Blessings Available!

Religion

When Jesus sat down on the Mountain and gathered his disciples and others around Him, He began explaining how the they could become the kind of people that God would bless. He carefully developed His theme – in what is recorded for us as Matthew 5 – until he reached a climax in verse 46 with the words we looked at last week, “Be perfect.”

Those who desire to take Jesus at his word and be what he asked us to be in that command should carefully consider what he said leading up to that statement. Toward that end, let’s carefully consider Jesus’ message.

Jesus begins his sermon and each of his first several comments with the words, “Blessed are…” He is clearly teaching that it is possible to experience God’s blessings, and to know those blessings here and now – not in some future time or in some other place. It was this very sense of the here and now in his teaching that attracted so many to him. The people of his day and his culture – just like the people of our day and our culture – needed to know that God was among them and could touch them as they went about their routine daily tasks or faced difficulties in their lives. Those people lived under the oppression of a foreign government, suffered unjust and inequitable taxation, were surrounded by religious rituals they did not understand or perhaps saw as hypocritical or demanding, had family pressures like sickness and disease, and – in short – were very much like people today. But Jesus promised them a blessing!

Jesus immediately dispelled the idea that some kind of special entitlement was necessary to have the blessing of God. The blessing didn’t depend on winning the lottery, or being from a wealthy family, or having the right job, or appeasing some government official. In fact, the only thing needed to qualify for this first blessing from God was to be … poor!

So the rich are disqualified, right? This is a promise only for those in financial poverty? No, that would have been the opposite kind of discrimination. Jesus set out a qualification for God’s blessing that is available to absolutely anyone, regardless of class, culture, wealth, standing, religion, experience, ability, or anything else. He simply said, “Blessed are the poor in spirit.”

Absolutely anyone who desires to experience God’s blessing and who recognizes he has nothing to offer God in exchange for that blessing is in a perfect position to experience God’s blessing in his life.

Each blessing Jesus pronounces in his sermon has a benefit attached. Those who claim this first blessing by confessing before God that they are poor in spirit – that is, that they simply come with nothing to offer Him except themselves – are promised the Kingdom of Heaven. Notice, “theirs is;” not “theirs will be at some distant time.”

As we move toward a better understanding of what Jesus meant when he told us to be perfect, I challenge you to join me in coming before the Lord anew, confessing that we have nothing to offer Him, and ask that He bless us with His Kingdom.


> _Exercise_
Go through the records and transcribe them exactly, passing over any picture.

> _Materials provided_
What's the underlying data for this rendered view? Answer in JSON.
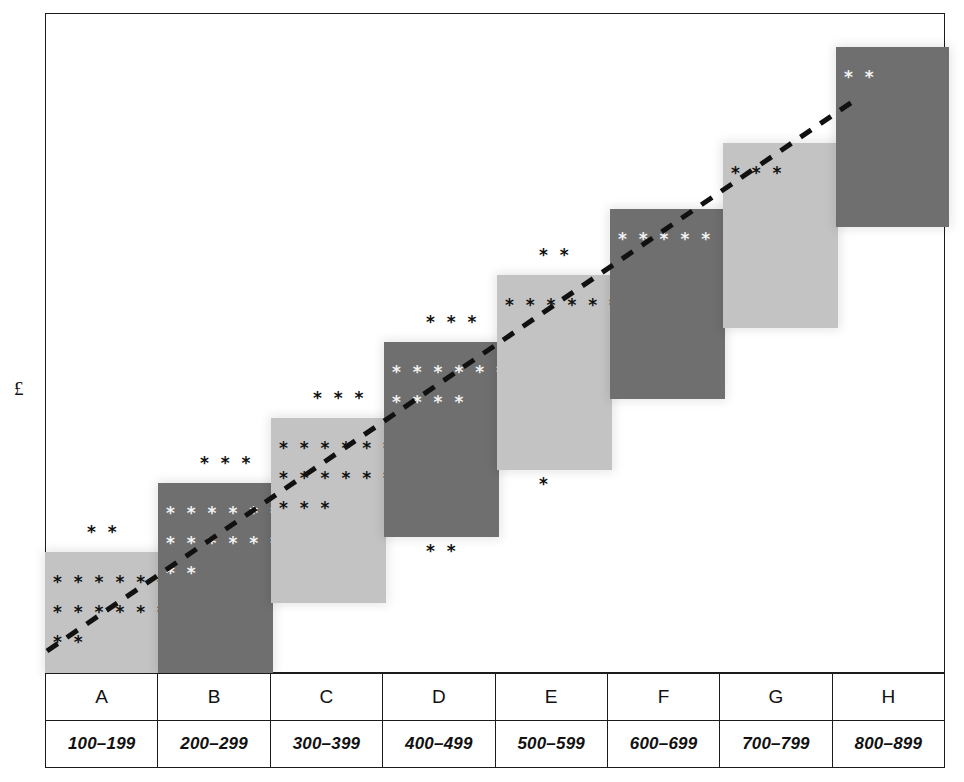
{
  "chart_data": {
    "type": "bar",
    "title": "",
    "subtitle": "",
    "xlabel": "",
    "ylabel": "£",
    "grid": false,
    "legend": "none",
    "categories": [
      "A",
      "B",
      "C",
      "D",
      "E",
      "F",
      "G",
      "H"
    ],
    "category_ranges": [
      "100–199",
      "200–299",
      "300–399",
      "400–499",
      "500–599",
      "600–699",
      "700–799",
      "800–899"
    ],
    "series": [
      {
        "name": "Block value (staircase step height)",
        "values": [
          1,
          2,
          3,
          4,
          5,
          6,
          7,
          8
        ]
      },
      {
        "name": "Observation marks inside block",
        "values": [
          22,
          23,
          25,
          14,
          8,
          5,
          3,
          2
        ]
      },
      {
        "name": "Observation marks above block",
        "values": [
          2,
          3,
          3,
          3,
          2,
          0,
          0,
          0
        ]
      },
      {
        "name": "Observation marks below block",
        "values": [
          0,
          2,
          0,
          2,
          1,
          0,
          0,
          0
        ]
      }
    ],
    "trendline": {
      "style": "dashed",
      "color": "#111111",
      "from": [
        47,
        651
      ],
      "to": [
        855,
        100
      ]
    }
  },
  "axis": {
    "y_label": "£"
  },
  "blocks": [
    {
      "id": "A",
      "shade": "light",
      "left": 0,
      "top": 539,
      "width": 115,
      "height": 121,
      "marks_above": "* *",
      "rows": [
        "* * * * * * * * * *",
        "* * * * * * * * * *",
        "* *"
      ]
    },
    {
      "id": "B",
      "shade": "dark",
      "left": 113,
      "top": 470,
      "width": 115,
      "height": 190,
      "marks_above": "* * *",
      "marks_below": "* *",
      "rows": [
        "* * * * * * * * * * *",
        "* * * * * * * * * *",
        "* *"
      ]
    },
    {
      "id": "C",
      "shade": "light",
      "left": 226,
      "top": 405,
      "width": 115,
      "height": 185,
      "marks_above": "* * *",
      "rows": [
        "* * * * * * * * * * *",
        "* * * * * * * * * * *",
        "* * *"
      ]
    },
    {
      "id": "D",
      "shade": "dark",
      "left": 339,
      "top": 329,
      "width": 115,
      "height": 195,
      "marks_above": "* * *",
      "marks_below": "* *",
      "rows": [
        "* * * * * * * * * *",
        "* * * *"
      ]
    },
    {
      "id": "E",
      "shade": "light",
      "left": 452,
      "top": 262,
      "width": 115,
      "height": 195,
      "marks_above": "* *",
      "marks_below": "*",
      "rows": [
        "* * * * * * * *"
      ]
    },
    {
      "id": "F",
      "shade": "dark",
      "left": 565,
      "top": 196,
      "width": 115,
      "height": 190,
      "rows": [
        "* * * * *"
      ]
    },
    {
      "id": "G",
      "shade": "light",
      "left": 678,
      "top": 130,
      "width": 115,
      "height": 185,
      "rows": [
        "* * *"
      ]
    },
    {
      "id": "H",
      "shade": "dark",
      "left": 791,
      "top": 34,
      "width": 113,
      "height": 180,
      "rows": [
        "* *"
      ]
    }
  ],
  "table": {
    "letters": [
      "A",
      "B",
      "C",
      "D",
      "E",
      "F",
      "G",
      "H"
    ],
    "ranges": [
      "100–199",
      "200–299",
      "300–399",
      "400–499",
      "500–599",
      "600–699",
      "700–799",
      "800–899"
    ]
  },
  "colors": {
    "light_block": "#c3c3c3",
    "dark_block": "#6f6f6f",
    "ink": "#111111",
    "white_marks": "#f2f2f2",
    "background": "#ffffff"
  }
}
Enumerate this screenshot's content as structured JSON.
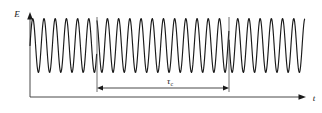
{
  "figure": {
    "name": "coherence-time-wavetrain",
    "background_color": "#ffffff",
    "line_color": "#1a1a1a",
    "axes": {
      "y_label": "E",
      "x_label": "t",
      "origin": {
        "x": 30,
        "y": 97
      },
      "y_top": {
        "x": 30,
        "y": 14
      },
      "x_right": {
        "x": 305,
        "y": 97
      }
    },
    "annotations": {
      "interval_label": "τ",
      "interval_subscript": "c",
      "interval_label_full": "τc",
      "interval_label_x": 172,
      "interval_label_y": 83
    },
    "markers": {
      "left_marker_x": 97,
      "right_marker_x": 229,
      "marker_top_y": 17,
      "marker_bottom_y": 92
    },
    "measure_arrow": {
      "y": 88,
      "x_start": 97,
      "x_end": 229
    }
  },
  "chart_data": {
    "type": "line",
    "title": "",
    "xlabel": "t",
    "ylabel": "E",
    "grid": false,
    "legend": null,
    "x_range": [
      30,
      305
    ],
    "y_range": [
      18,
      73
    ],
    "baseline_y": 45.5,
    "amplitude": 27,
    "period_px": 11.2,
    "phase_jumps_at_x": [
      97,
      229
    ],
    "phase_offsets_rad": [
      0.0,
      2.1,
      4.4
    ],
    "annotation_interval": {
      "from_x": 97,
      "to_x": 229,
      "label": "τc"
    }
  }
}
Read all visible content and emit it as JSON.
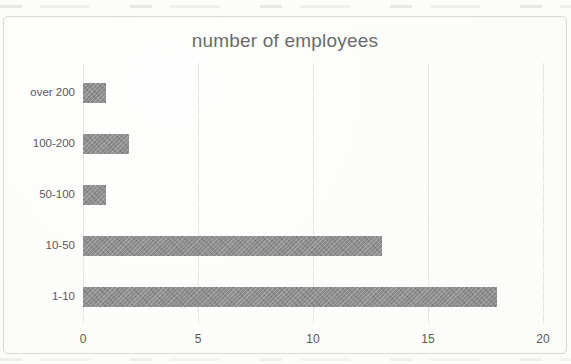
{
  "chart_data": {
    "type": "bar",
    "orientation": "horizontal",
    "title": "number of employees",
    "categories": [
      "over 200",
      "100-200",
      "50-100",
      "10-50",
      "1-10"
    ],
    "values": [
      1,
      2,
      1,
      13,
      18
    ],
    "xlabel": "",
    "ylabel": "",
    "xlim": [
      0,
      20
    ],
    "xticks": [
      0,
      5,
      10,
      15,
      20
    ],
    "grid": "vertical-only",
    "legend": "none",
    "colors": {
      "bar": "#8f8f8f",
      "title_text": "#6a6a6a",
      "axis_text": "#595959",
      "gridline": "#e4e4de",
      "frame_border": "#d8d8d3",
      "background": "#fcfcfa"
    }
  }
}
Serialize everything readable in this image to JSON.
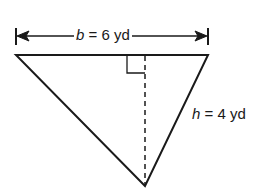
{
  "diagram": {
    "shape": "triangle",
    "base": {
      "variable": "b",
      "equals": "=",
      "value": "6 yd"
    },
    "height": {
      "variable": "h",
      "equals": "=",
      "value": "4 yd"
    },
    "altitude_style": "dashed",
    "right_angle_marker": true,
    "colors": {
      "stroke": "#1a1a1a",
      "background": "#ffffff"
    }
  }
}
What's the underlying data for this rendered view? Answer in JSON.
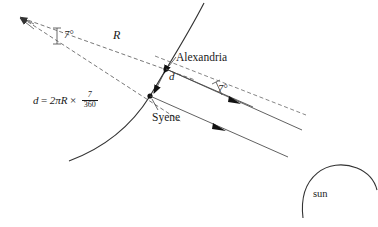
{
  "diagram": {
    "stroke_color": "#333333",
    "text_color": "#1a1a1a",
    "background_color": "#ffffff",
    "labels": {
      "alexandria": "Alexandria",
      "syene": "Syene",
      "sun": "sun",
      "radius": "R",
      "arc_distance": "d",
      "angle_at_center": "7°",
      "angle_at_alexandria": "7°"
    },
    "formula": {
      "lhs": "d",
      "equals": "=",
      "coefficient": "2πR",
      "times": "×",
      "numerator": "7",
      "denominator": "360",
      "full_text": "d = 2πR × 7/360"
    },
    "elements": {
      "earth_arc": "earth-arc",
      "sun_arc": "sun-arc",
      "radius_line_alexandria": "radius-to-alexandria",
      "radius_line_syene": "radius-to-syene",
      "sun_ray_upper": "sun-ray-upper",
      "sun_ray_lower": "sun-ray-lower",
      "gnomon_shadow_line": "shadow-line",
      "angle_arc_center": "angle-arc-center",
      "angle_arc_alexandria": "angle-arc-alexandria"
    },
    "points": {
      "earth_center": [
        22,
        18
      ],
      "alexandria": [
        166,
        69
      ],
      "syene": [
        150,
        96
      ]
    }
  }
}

> _Solution_
What's the underlying data for this rendered view? Answer in JSON.
{
  "chart_data": {
    "type": "bar",
    "title": "",
    "subtitle": "",
    "xlabel": "",
    "ylabel": "£",
    "grid": false,
    "legend": "none",
    "categories": [
      "A",
      "B",
      "C",
      "D",
      "E",
      "F",
      "G",
      "H"
    ],
    "category_ranges": [
      "100–199",
      "200–299",
      "300–399",
      "400–499",
      "500–599",
      "600–699",
      "700–799",
      "800–899"
    ],
    "series": [
      {
        "name": "Block value (staircase step height)",
        "values": [
          1,
          2,
          3,
          4,
          5,
          6,
          7,
          8
        ]
      },
      {
        "name": "Observation marks inside block",
        "values": [
          22,
          23,
          25,
          14,
          8,
          5,
          3,
          2
        ]
      },
      {
        "name": "Observation marks above block",
        "values": [
          2,
          3,
          3,
          3,
          2,
          0,
          0,
          0
        ]
      },
      {
        "name": "Observation marks below block",
        "values": [
          0,
          2,
          0,
          2,
          1,
          0,
          0,
          0
        ]
      }
    ],
    "trendline": {
      "style": "dashed",
      "color": "#111111",
      "from": [
        47,
        651
      ],
      "to": [
        855,
        100
      ]
    }
  },
  "axis": {
    "y_label": "£"
  },
  "blocks": [
    {
      "id": "A",
      "shade": "light",
      "left": 0,
      "top": 539,
      "width": 115,
      "height": 121,
      "marks_above": "* *",
      "rows": [
        "* * * * * * * * * *",
        "* * * * * * * * * *",
        "* *"
      ]
    },
    {
      "id": "B",
      "shade": "dark",
      "left": 113,
      "top": 470,
      "width": 115,
      "height": 190,
      "marks_above": "* * *",
      "marks_below": "* *",
      "rows": [
        "* * * * * * * * * * *",
        "* * * * * * * * * *",
        "* *"
      ]
    },
    {
      "id": "C",
      "shade": "light",
      "left": 226,
      "top": 405,
      "width": 115,
      "height": 185,
      "marks_above": "* * *",
      "rows": [
        "* * * * * * * * * * *",
        "* * * * * * * * * * *",
        "* * *"
      ]
    },
    {
      "id": "D",
      "shade": "dark",
      "left": 339,
      "top": 329,
      "width": 115,
      "height": 195,
      "marks_above": "* * *",
      "marks_below": "* *",
      "rows": [
        "* * * * * * * * * *",
        "* * * *"
      ]
    },
    {
      "id": "E",
      "shade": "light",
      "left": 452,
      "top": 262,
      "width": 115,
      "height": 195,
      "marks_above": "* *",
      "marks_below": "*",
      "rows": [
        "* * * * * * * *"
      ]
    },
    {
      "id": "F",
      "shade": "dark",
      "left": 565,
      "top": 196,
      "width": 115,
      "height": 190,
      "rows": [
        "* * * * *"
      ]
    },
    {
      "id": "G",
      "shade": "light",
      "left": 678,
      "top": 130,
      "width": 115,
      "height": 185,
      "rows": [
        "* * *"
      ]
    },
    {
      "id": "H",
      "shade": "dark",
      "left": 791,
      "top": 34,
      "width": 113,
      "height": 180,
      "rows": [
        "* *"
      ]
    }
  ],
  "table": {
    "letters": [
      "A",
      "B",
      "C",
      "D",
      "E",
      "F",
      "G",
      "H"
    ],
    "ranges": [
      "100–199",
      "200–299",
      "300–399",
      "400–499",
      "500–599",
      "600–699",
      "700–799",
      "800–899"
    ]
  },
  "colors": {
    "light_block": "#c3c3c3",
    "dark_block": "#6f6f6f",
    "ink": "#111111",
    "white_marks": "#f2f2f2",
    "background": "#ffffff"
  }
}
Enumerate this screenshot's content as structured JSON.
{
  "figure": {
    "name": "coherence-time-wavetrain",
    "background_color": "#ffffff",
    "line_color": "#1a1a1a",
    "axes": {
      "y_label": "E",
      "x_label": "t",
      "origin": {
        "x": 30,
        "y": 97
      },
      "y_top": {
        "x": 30,
        "y": 14
      },
      "x_right": {
        "x": 305,
        "y": 97
      }
    },
    "annotations": {
      "interval_label": "τ",
      "interval_subscript": "c",
      "interval_label_full": "τc",
      "interval_label_x": 172,
      "interval_label_y": 83
    },
    "markers": {
      "left_marker_x": 97,
      "right_marker_x": 229,
      "marker_top_y": 17,
      "marker_bottom_y": 92
    },
    "measure_arrow": {
      "y": 88,
      "x_start": 97,
      "x_end": 229
    }
  },
  "chart_data": {
    "type": "line",
    "title": "",
    "xlabel": "t",
    "ylabel": "E",
    "grid": false,
    "legend": null,
    "x_range": [
      30,
      305
    ],
    "y_range": [
      18,
      73
    ],
    "baseline_y": 45.5,
    "amplitude": 27,
    "period_px": 11.2,
    "phase_jumps_at_x": [
      97,
      229
    ],
    "phase_offsets_rad": [
      0.0,
      2.1,
      4.4
    ],
    "annotation_interval": {
      "from_x": 97,
      "to_x": 229,
      "label": "τc"
    }
  }
}
Read all visible content and emit it as JSON.
{
  "chart_data": {
    "type": "bar",
    "orientation": "horizontal",
    "title": "number of employees",
    "categories": [
      "over 200",
      "100-200",
      "50-100",
      "10-50",
      "1-10"
    ],
    "values": [
      1,
      2,
      1,
      13,
      18
    ],
    "xlabel": "",
    "ylabel": "",
    "xlim": [
      0,
      20
    ],
    "xticks": [
      0,
      5,
      10,
      15,
      20
    ],
    "grid": "vertical-only",
    "legend": "none",
    "colors": {
      "bar": "#8f8f8f",
      "title_text": "#6a6a6a",
      "axis_text": "#595959",
      "gridline": "#e4e4de",
      "frame_border": "#d8d8d3",
      "background": "#fcfcfa"
    }
  }
}
Serialize everything readable in this image to JSON.
{
  "diagram": {
    "shape": "triangle",
    "base": {
      "variable": "b",
      "equals": "=",
      "value": "6 yd"
    },
    "height": {
      "variable": "h",
      "equals": "=",
      "value": "4 yd"
    },
    "altitude_style": "dashed",
    "right_angle_marker": true,
    "colors": {
      "stroke": "#1a1a1a",
      "background": "#ffffff"
    }
  }
}
What's the underlying data for this rendered view? Answer in JSON.
{
  "diagram": {
    "stroke_color": "#333333",
    "text_color": "#1a1a1a",
    "background_color": "#ffffff",
    "labels": {
      "alexandria": "Alexandria",
      "syene": "Syene",
      "sun": "sun",
      "radius": "R",
      "arc_distance": "d",
      "angle_at_center": "7°",
      "angle_at_alexandria": "7°"
    },
    "formula": {
      "lhs": "d",
      "equals": "=",
      "coefficient": "2πR",
      "times": "×",
      "numerator": "7",
      "denominator": "360",
      "full_text": "d = 2πR × 7/360"
    },
    "elements": {
      "earth_arc": "earth-arc",
      "sun_arc": "sun-arc",
      "radius_line_alexandria": "radius-to-alexandria",
      "radius_line_syene": "radius-to-syene",
      "sun_ray_upper": "sun-ray-upper",
      "sun_ray_lower": "sun-ray-lower",
      "gnomon_shadow_line": "shadow-line",
      "angle_arc_center": "angle-arc-center",
      "angle_arc_alexandria": "angle-arc-alexandria"
    },
    "points": {
      "earth_center": [
        22,
        18
      ],
      "alexandria": [
        166,
        69
      ],
      "syene": [
        150,
        96
      ]
    }
  }
}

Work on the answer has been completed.